Anime Reviews Japanese Reviews Reviews

Anime Review: When Marnie Was There (2014) by Hiromasa Yonebayashi

‘s first film after the supposed retirement of was a mediocre success in Japan, although it won an Oscar nomination for Best Animated Feature Film.

Buy This Title

The script is based on the homonymous novel by Joan G. Robinson and goes like this: Anna is a lonely and restless-year-old who lives in Sapporo with her adopted parents, Yoriko and her husband. After an asthma attack, the girl suffers in school, her parents decide to send her to spend the summer in the country with some relatives of Yoriko’s, named Setsu and Kiyomasa, that live in the small seaside town of Kushiro, where she will not have to endure the city’s tainted atmosphere. Both of her relatives are very kind with her, treating her as if she was their own daughter. Anna however, does not get along with the local children and ends up alone once more, painting sceneries from the area.

All of that changes though, when she meets Marnie, an almost unearthly blond girl that leaves in a mansion on the opposite side of a marsh. The girl seems to be genuinely fond of Anna from the beginning of their acquaintance, and her benevolent nature forces Anna to open up for the first time to someone about her feelings and thoughts. Nevertheless, there is something strange regarding Marnie, since Anna has seen her before in her dreams, thus resulting in doubting if she is a real person or a figment of her imagination. Their relationship though proves so strong, that forces Anna to set aside her doubts, as she realizes how much she needs her new friend.

wrote and directed the film, in his second work for Studio Ghibli, after “The Secret World of Arrietty”, in 2010. This time he presents a story that stands apart from the usual motif of the studio, which tended to move in the realm of the fantastic, and places the script in real-life Japan, although the supernatural element is not totally void.

https://www.youtube.com/watch?v=z1RzCN7G8F4

His main focus is the sense of isolation Anna feels, and he uses that element to justify the quickly developed relationship between the two lonely girls, both of which are searching for someone to open up, someone who can understand them without judging them. This need is the reason that forces them to overcome their fundamental differences, since the only things that connect them is the aforementioned feeling and the fact that they live close by. In that fashion, the director also focuses on the subject of friendship, and how it affects individuals, particularly children.

The evident realism of the story benefits the most from the studio’s distinct depiction style, which involves hand-drawn sketches with a few digital interventions, impressive coloring, and great attention to the detail of the drawings and the natural movement of the various characters. These distinct characteristics are quite evident in the scene where Setsu is slicing a tomato, in the general depiction of the landscape, and in Anna’s motion when she quickens her step to avoid interacting with a passerby.

However, and besides the aforementioned, the “magic” of the company’s older productions, and particularly those of Miyazaki’s, seems to largely lost. For example, the slow pace may be suited to accompany the general realism of the film, but makes it dull at points, particularly if we do not include the last part, which contains many disclosures about the story. And the reality of the matter is that Miyazaki built the studio’s reputation based on the allegory of the fantastic, with stories like this particular one being more suitable for live-action films rather than anime. And unfortunately, the film’s technical prowess is not enough to overcome these issues.

About the author

Panos Kotzathanasis

Panagiotis (Panos) Kotzathanasis is a film critic and reviewer, specialized in Asian Cinema. He is the owner and administrator of Asian Movie Pulse, one of the biggest portals dealing with Asian cinema. He is a frequent writer in Hancinema, Taste of Cinema, and his texts can be found in a number of other publications including SIRP in Estonia, Film.sk in Slovakia, Asian Dialogue in the UK, Cinefil in Japan and Filmbuff in India.

Since 2019, he cooperates with Thessaloniki Cinematheque in Greece, curating various tributes to Asian cinema. He has participated, with video recordings and text, on a number of Asian movie releases, for Spectrum, Dekanalog and Error 4444. He has taken part as an expert on the Erasmus+ program, “Asian Cinema Education”, on the Asian Cinema Education International Journalism and Film Criticism Course.

Apart from a member of FIPRESCI and the Greek Cinema Critics Association, he is also a member of NETPAC, the Hellenic Film Academy and the Online Film Critics Association.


* WHAT YOU WILL DO *
Line by line, copy the entries exactly, excluding the pictures.

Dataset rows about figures
--------------------------------------------------

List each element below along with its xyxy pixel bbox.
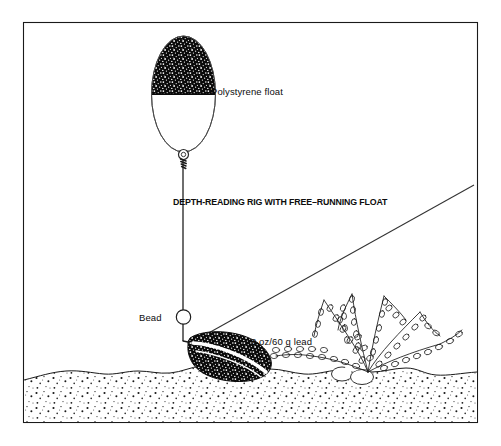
diagram-title: DEPTH-READING RIG WITH FREE–RUNNING FLOA… bbox=[173, 197, 388, 207]
float-label: Polystyrene float bbox=[211, 86, 283, 97]
polystyrene-float bbox=[152, 36, 216, 152]
fishing-rig-diagram: Polystyrene float Bead 2 oz/60 g lead DE… bbox=[0, 0, 501, 446]
bead bbox=[176, 310, 190, 324]
lead-label: 2 oz/60 g lead bbox=[251, 336, 312, 347]
bead-label: Bead bbox=[139, 312, 162, 323]
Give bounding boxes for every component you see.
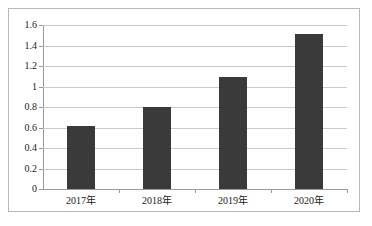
y-axis-tick-mark (39, 169, 43, 170)
y-axis-tick-label: 0.6 (11, 123, 37, 133)
y-axis-tick-label: 1.4 (11, 41, 37, 51)
y-axis-tick-mark (39, 46, 43, 47)
x-axis-tick-mark (119, 189, 120, 193)
y-axis-tick-label: 1.6 (11, 20, 37, 30)
plot-area (43, 25, 347, 189)
y-axis-tick-labels: 00.20.40.60.811.21.41.6 (9, 9, 37, 211)
y-axis-tick-mark (39, 66, 43, 67)
gridline (43, 25, 347, 26)
x-axis-tick-mark (347, 189, 348, 193)
bar[interactable] (67, 126, 95, 189)
y-axis-tick-mark (39, 87, 43, 88)
chart-frame: 00.20.40.60.811.21.41.6 2017年2018年2019年2… (8, 8, 360, 212)
x-axis-tick-label: 2020年 (271, 195, 347, 207)
x-axis-tick-mark (195, 189, 196, 193)
y-axis-tick-mark (39, 148, 43, 149)
y-axis-tick-label: 0 (11, 184, 37, 194)
y-axis-tick-mark (39, 107, 43, 108)
y-axis-tick-mark (39, 25, 43, 26)
bar[interactable] (219, 77, 247, 189)
bar[interactable] (143, 107, 171, 189)
y-axis-tick-label: 1.2 (11, 61, 37, 71)
y-axis-tick-mark (39, 189, 43, 190)
x-axis-tick-label: 2018年 (119, 195, 195, 207)
y-axis-tick-mark (39, 128, 43, 129)
x-axis-tick-mark (271, 189, 272, 193)
bar[interactable] (295, 34, 323, 189)
y-axis-tick-label: 0.4 (11, 143, 37, 153)
y-axis-tick-label: 0.8 (11, 102, 37, 112)
y-axis-tick-label: 0.2 (11, 164, 37, 174)
x-axis-tick-label: 2017年 (43, 195, 119, 207)
y-axis-tick-label: 1 (11, 82, 37, 92)
x-axis-tick-label: 2019年 (195, 195, 271, 207)
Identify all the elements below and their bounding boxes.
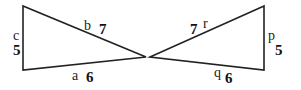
side-a-letter: a [72, 68, 79, 83]
side-r-length: 7 [190, 21, 198, 37]
side-r-letter: r [203, 16, 208, 31]
side-a-length: 6 [86, 69, 94, 85]
side-c-letter: c [13, 28, 19, 43]
side-b-length: 7 [99, 21, 107, 37]
left-triangle [23, 6, 146, 70]
side-b-letter: b [84, 18, 91, 33]
side-q-length: 6 [225, 70, 233, 86]
side-c-length: 5 [13, 42, 21, 58]
diagram-canvas: c 5 b 7 a 6 7 r p 5 q 6 [0, 0, 301, 90]
side-p-letter: p [268, 28, 275, 43]
side-p-length: 5 [275, 42, 283, 58]
side-q-letter: q [214, 65, 221, 80]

--------------------------------------------------

* RESULT OF THE TASK *
List each element below along with its xyxy pixel bbox.
diagram-title: DEPTH-READING RIG WITH FREE–RUNNING FLOA… bbox=[173, 197, 388, 207]
float-label: Polystyrene float bbox=[211, 86, 283, 97]
polystyrene-float bbox=[152, 36, 216, 152]
fishing-rig-diagram: Polystyrene float Bead 2 oz/60 g lead DE… bbox=[0, 0, 501, 446]
bead bbox=[176, 310, 190, 324]
lead-label: 2 oz/60 g lead bbox=[251, 336, 312, 347]
bead-label: Bead bbox=[139, 312, 162, 323]
Give bounding boxes for every component you see.
y-axis-tick-mark (39, 169, 43, 170)
y-axis-tick-label: 0.6 (11, 123, 37, 133)
y-axis-tick-label: 1.4 (11, 41, 37, 51)
y-axis-tick-mark (39, 46, 43, 47)
x-axis-tick-mark (119, 189, 120, 193)
y-axis-tick-label: 1.6 (11, 20, 37, 30)
plot-area (43, 25, 347, 189)
y-axis-tick-labels: 00.20.40.60.811.21.41.6 (9, 9, 37, 211)
y-axis-tick-mark (39, 66, 43, 67)
gridline (43, 25, 347, 26)
x-axis-tick-mark (347, 189, 348, 193)
bar[interactable] (67, 126, 95, 189)
y-axis-tick-mark (39, 87, 43, 88)
chart-frame: 00.20.40.60.811.21.41.6 2017年2018年2019年2… (8, 8, 360, 212)
x-axis-tick-label: 2020年 (271, 195, 347, 207)
x-axis-tick-mark (195, 189, 196, 193)
y-axis-tick-mark (39, 148, 43, 149)
y-axis-tick-label: 0 (11, 184, 37, 194)
y-axis-tick-mark (39, 107, 43, 108)
y-axis-tick-mark (39, 25, 43, 26)
bar[interactable] (219, 77, 247, 189)
bar[interactable] (143, 107, 171, 189)
y-axis-tick-label: 1.2 (11, 61, 37, 71)
y-axis-tick-mark (39, 189, 43, 190)
x-axis-tick-label: 2018年 (119, 195, 195, 207)
y-axis-tick-mark (39, 128, 43, 129)
x-axis-tick-mark (271, 189, 272, 193)
bar[interactable] (295, 34, 323, 189)
y-axis-tick-label: 0.4 (11, 143, 37, 153)
y-axis-tick-label: 0.8 (11, 102, 37, 112)
y-axis-tick-label: 0.2 (11, 164, 37, 174)
x-axis-tick-label: 2017年 (43, 195, 119, 207)
y-axis-tick-label: 1 (11, 82, 37, 92)
x-axis-tick-label: 2019年 (195, 195, 271, 207)
Identify all the elements below and their bounding boxes.
side-a-letter: a [72, 68, 79, 83]
side-r-length: 7 [190, 21, 198, 37]
side-r-letter: r [203, 16, 208, 31]
side-a-length: 6 [86, 69, 94, 85]
side-c-letter: c [13, 28, 19, 43]
side-b-length: 7 [99, 21, 107, 37]
left-triangle [23, 6, 146, 70]
side-b-letter: b [84, 18, 91, 33]
side-q-length: 6 [225, 70, 233, 86]
side-c-length: 5 [13, 42, 21, 58]
diagram-canvas: c 5 b 7 a 6 7 r p 5 q 6 [0, 0, 301, 90]
side-p-letter: p [268, 28, 275, 43]
side-p-length: 5 [275, 42, 283, 58]
side-q-letter: q [214, 65, 221, 80]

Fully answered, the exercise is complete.